Not to mention the gold in chicken breath. Chicken breath?
"They're
producing CO2 , which plants need because carbon is their basic
building block," said Ms. Edey, a 53-year-old Swedish-born weaver who
raises her own sheep for wool. "So if you add more CO2 , the plants will
grow more." The carbon dioxide content in the greenhouse is about three
or four times as high as in the air outside, she added.
"So even
with shorter days in winter, the plants grow faster than outside in the
summer garden," she said. Considering that many commercial growers use
bottled carbon dioxide to bolster production in their greenhouses,
chickens might become a hot commodity.
The chicken breath gets to
the plants via a solar-powered fan that draws the air from the chicken
coop into a series of perforated pipes that lie beneath the soil of the
growing beds. The carbon dioxide then simply rises up through the soil
particles and into the air of the greenhouse, where it is absorbed by
the leaves.
On Tuesdays, Ms. Edey and a crew of three harvesters
pick enough greens, leaf by leaf, for about 200 one-ounce salads a day.
The combinations, complete with edible flowers like nasturtiums, red
salvia and borage blossoms, which are electric blue and as sweet as
honey (bees love them, too), are rinsed in a big tank in the middle of
the greenhouse, dried and bagged, and then sold on the island or shipped
to restaurants in Boston. The greens are grown without chemical
fertilizers or pesticides. Compost and seaweed beef up the soil, and if
the aphids and whiteflies get out of control, Ms. Edey just orders more
ladybugs and parasitic wasps.
Meanwhile, there is no burning oil to pollute the atmosphere.
Ms.
Edey learned about the body heat and carbon dioxide of animals from a
newspaper article that her ex-mother-in-law had sent her about 10 years
ago, when Ms. Edey was experimenting with growing plants in the solar
house that she built in 1980. The article told of a nurseryman in Oregon
who had traded his oil furnace for 450 rabbits, which saved him $750 a
year. (The annual oil bill was $1,000; rabbit food cost $250.)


WHAT THE TASK REQUIRES:
Give back the records below exactly, every one, with no pictures.

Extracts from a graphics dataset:

Segment Open

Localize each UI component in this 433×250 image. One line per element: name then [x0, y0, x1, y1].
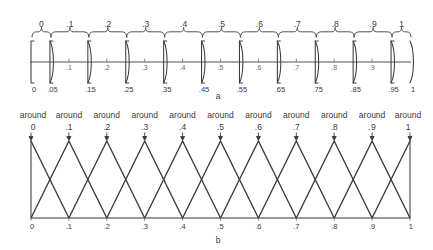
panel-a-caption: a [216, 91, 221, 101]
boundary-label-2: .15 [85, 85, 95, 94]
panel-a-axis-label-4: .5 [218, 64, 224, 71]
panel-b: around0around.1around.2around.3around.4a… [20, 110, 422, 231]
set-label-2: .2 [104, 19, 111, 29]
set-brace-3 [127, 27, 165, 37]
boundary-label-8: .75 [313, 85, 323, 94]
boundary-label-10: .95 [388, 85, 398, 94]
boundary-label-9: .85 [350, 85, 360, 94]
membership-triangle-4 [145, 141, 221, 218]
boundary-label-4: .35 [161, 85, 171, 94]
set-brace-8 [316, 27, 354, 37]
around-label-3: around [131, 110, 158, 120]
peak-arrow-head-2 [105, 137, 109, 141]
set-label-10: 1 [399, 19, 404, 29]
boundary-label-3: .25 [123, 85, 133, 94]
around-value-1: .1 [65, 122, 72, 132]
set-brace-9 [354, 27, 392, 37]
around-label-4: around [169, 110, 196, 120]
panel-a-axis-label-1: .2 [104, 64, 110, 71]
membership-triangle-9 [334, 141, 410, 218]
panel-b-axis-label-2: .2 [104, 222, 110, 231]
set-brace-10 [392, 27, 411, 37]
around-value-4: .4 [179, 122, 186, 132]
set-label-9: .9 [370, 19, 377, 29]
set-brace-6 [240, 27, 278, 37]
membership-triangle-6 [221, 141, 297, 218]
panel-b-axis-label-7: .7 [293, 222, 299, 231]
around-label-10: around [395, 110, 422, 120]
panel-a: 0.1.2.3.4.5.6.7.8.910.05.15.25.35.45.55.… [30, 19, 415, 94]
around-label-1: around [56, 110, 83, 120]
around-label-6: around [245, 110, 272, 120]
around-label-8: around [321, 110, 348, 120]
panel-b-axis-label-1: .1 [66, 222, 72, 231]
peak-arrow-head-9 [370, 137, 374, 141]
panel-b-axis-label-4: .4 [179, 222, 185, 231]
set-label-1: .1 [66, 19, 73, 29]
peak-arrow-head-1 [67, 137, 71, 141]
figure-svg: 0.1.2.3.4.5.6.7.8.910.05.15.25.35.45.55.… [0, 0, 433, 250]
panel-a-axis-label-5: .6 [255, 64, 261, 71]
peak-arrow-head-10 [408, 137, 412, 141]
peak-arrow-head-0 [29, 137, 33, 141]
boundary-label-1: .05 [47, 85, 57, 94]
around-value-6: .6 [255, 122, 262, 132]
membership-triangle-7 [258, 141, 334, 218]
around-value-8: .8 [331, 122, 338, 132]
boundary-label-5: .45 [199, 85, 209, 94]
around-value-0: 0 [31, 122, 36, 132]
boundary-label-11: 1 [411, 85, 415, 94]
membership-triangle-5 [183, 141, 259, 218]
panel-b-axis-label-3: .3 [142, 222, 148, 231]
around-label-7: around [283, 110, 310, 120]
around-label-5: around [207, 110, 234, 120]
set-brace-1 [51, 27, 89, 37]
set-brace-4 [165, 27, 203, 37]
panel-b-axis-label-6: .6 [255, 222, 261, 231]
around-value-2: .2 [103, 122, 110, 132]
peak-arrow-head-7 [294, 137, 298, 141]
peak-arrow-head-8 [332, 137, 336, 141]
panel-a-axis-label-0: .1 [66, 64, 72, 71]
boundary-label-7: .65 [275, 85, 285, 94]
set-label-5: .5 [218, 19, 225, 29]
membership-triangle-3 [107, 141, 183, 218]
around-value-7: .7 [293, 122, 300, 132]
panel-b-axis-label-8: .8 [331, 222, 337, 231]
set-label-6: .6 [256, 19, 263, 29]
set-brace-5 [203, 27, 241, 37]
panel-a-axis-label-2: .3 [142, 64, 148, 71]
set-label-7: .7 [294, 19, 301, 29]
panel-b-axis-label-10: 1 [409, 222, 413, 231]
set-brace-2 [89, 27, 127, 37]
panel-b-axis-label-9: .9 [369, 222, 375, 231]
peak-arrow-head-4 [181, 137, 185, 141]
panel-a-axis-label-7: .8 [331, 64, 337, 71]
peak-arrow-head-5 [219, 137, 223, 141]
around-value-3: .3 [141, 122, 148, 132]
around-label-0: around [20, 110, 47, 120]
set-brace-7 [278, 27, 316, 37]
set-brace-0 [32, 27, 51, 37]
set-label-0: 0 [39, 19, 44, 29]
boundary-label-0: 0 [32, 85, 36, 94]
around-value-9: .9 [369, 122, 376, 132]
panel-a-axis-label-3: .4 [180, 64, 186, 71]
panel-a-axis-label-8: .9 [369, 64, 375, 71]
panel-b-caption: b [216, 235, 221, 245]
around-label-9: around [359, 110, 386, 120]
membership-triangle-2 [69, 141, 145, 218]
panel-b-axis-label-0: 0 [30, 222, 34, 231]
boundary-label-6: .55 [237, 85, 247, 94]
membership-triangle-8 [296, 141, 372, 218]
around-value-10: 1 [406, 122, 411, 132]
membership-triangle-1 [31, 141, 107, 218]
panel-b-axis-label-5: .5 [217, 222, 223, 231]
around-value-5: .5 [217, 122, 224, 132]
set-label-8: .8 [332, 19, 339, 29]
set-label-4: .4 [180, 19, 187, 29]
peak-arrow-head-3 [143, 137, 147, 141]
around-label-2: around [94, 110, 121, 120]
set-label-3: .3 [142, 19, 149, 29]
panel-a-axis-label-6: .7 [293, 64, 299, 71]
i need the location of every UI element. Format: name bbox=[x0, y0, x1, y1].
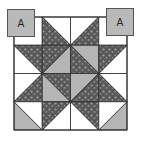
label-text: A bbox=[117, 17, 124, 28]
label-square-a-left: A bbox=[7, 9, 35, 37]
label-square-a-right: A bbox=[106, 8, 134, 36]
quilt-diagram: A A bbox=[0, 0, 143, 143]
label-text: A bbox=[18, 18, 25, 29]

Segment Closed

ANSWER TO THE PROBLEM:
Localize each UI component in this 433×250 image. One line per element: name then [x0, y0, x1, y1].
panel-a-caption: a [216, 91, 221, 101]
boundary-label-2: .15 [85, 85, 95, 94]
panel-a-axis-label-4: .5 [218, 64, 224, 71]
panel-b: around0around.1around.2around.3around.4a… [20, 110, 422, 231]
set-label-2: .2 [104, 19, 111, 29]
set-brace-3 [127, 27, 165, 37]
boundary-label-8: .75 [313, 85, 323, 94]
boundary-label-10: .95 [388, 85, 398, 94]
boundary-label-9: .85 [350, 85, 360, 94]
membership-triangle-4 [145, 141, 221, 218]
boundary-label-4: .35 [161, 85, 171, 94]
set-brace-8 [316, 27, 354, 37]
around-label-3: around [131, 110, 158, 120]
peak-arrow-head-2 [105, 137, 109, 141]
set-label-10: 1 [399, 19, 404, 29]
boundary-label-3: .25 [123, 85, 133, 94]
around-value-1: .1 [65, 122, 72, 132]
set-brace-9 [354, 27, 392, 37]
around-label-4: around [169, 110, 196, 120]
panel-a-axis-label-1: .2 [104, 64, 110, 71]
membership-triangle-9 [334, 141, 410, 218]
panel-b-axis-label-2: .2 [104, 222, 110, 231]
set-brace-10 [392, 27, 411, 37]
around-value-4: .4 [179, 122, 186, 132]
set-label-9: .9 [370, 19, 377, 29]
set-brace-6 [240, 27, 278, 37]
membership-triangle-6 [221, 141, 297, 218]
panel-b-axis-label-7: .7 [293, 222, 299, 231]
around-label-10: around [395, 110, 422, 120]
panel-a: 0.1.2.3.4.5.6.7.8.910.05.15.25.35.45.55.… [30, 19, 415, 94]
around-label-1: around [56, 110, 83, 120]
around-label-6: around [245, 110, 272, 120]
around-label-8: around [321, 110, 348, 120]
panel-b-axis-label-1: .1 [66, 222, 72, 231]
peak-arrow-head-9 [370, 137, 374, 141]
panel-b-axis-label-4: .4 [179, 222, 185, 231]
set-label-1: .1 [66, 19, 73, 29]
peak-arrow-head-1 [67, 137, 71, 141]
figure-svg: 0.1.2.3.4.5.6.7.8.910.05.15.25.35.45.55.… [0, 0, 433, 250]
panel-a-axis-label-5: .6 [255, 64, 261, 71]
peak-arrow-head-10 [408, 137, 412, 141]
peak-arrow-head-0 [29, 137, 33, 141]
boundary-label-1: .05 [47, 85, 57, 94]
around-value-6: .6 [255, 122, 262, 132]
membership-triangle-7 [258, 141, 334, 218]
around-value-8: .8 [331, 122, 338, 132]
boundary-label-5: .45 [199, 85, 209, 94]
around-value-0: 0 [31, 122, 36, 132]
boundary-label-11: 1 [411, 85, 415, 94]
membership-triangle-5 [183, 141, 259, 218]
panel-b-axis-label-3: .3 [142, 222, 148, 231]
around-label-7: around [283, 110, 310, 120]
around-label-5: around [207, 110, 234, 120]
set-brace-1 [51, 27, 89, 37]
set-brace-4 [165, 27, 203, 37]
panel-b-axis-label-6: .6 [255, 222, 261, 231]
around-value-2: .2 [103, 122, 110, 132]
peak-arrow-head-7 [294, 137, 298, 141]
peak-arrow-head-8 [332, 137, 336, 141]
panel-a-axis-label-0: .1 [66, 64, 72, 71]
boundary-label-7: .65 [275, 85, 285, 94]
set-label-5: .5 [218, 19, 225, 29]
membership-triangle-3 [107, 141, 183, 218]
around-value-7: .7 [293, 122, 300, 132]
panel-b-axis-label-8: .8 [331, 222, 337, 231]
set-label-6: .6 [256, 19, 263, 29]
set-brace-5 [203, 27, 241, 37]
panel-a-axis-label-2: .3 [142, 64, 148, 71]
set-label-7: .7 [294, 19, 301, 29]
panel-b-axis-label-10: 1 [409, 222, 413, 231]
set-brace-2 [89, 27, 127, 37]
panel-b-axis-label-9: .9 [369, 222, 375, 231]
peak-arrow-head-4 [181, 137, 185, 141]
panel-a-axis-label-7: .8 [331, 64, 337, 71]
peak-arrow-head-5 [219, 137, 223, 141]
around-value-3: .3 [141, 122, 148, 132]
around-label-0: around [20, 110, 47, 120]
set-brace-7 [278, 27, 316, 37]
set-brace-0 [32, 27, 51, 37]
set-label-0: 0 [39, 19, 44, 29]
boundary-label-0: 0 [32, 85, 36, 94]
around-value-9: .9 [369, 122, 376, 132]
panel-a-axis-label-3: .4 [180, 64, 186, 71]
panel-a-axis-label-8: .9 [369, 64, 375, 71]
panel-b-caption: b [216, 235, 221, 245]
around-label-9: around [359, 110, 386, 120]
membership-triangle-2 [69, 141, 145, 218]
panel-b-axis-label-0: 0 [30, 222, 34, 231]
boundary-label-6: .55 [237, 85, 247, 94]
membership-triangle-8 [296, 141, 372, 218]
around-value-10: 1 [406, 122, 411, 132]
membership-triangle-1 [31, 141, 107, 218]
panel-b-axis-label-5: .5 [217, 222, 223, 231]
around-value-5: .5 [217, 122, 224, 132]
set-label-8: .8 [332, 19, 339, 29]
set-label-4: .4 [180, 19, 187, 29]
peak-arrow-head-3 [143, 137, 147, 141]
around-label-2: around [94, 110, 121, 120]
set-label-3: .3 [142, 19, 149, 29]
panel-a-axis-label-6: .7 [293, 64, 299, 71]
i need the location of every UI element. Format: name bbox=[x0, y0, x1, y1].
label-text: A bbox=[117, 17, 124, 28]
label-square-a-left: A bbox=[7, 9, 35, 37]
label-square-a-right: A bbox=[106, 8, 134, 36]
quilt-diagram: A A bbox=[0, 0, 143, 143]
label-text: A bbox=[18, 18, 25, 29]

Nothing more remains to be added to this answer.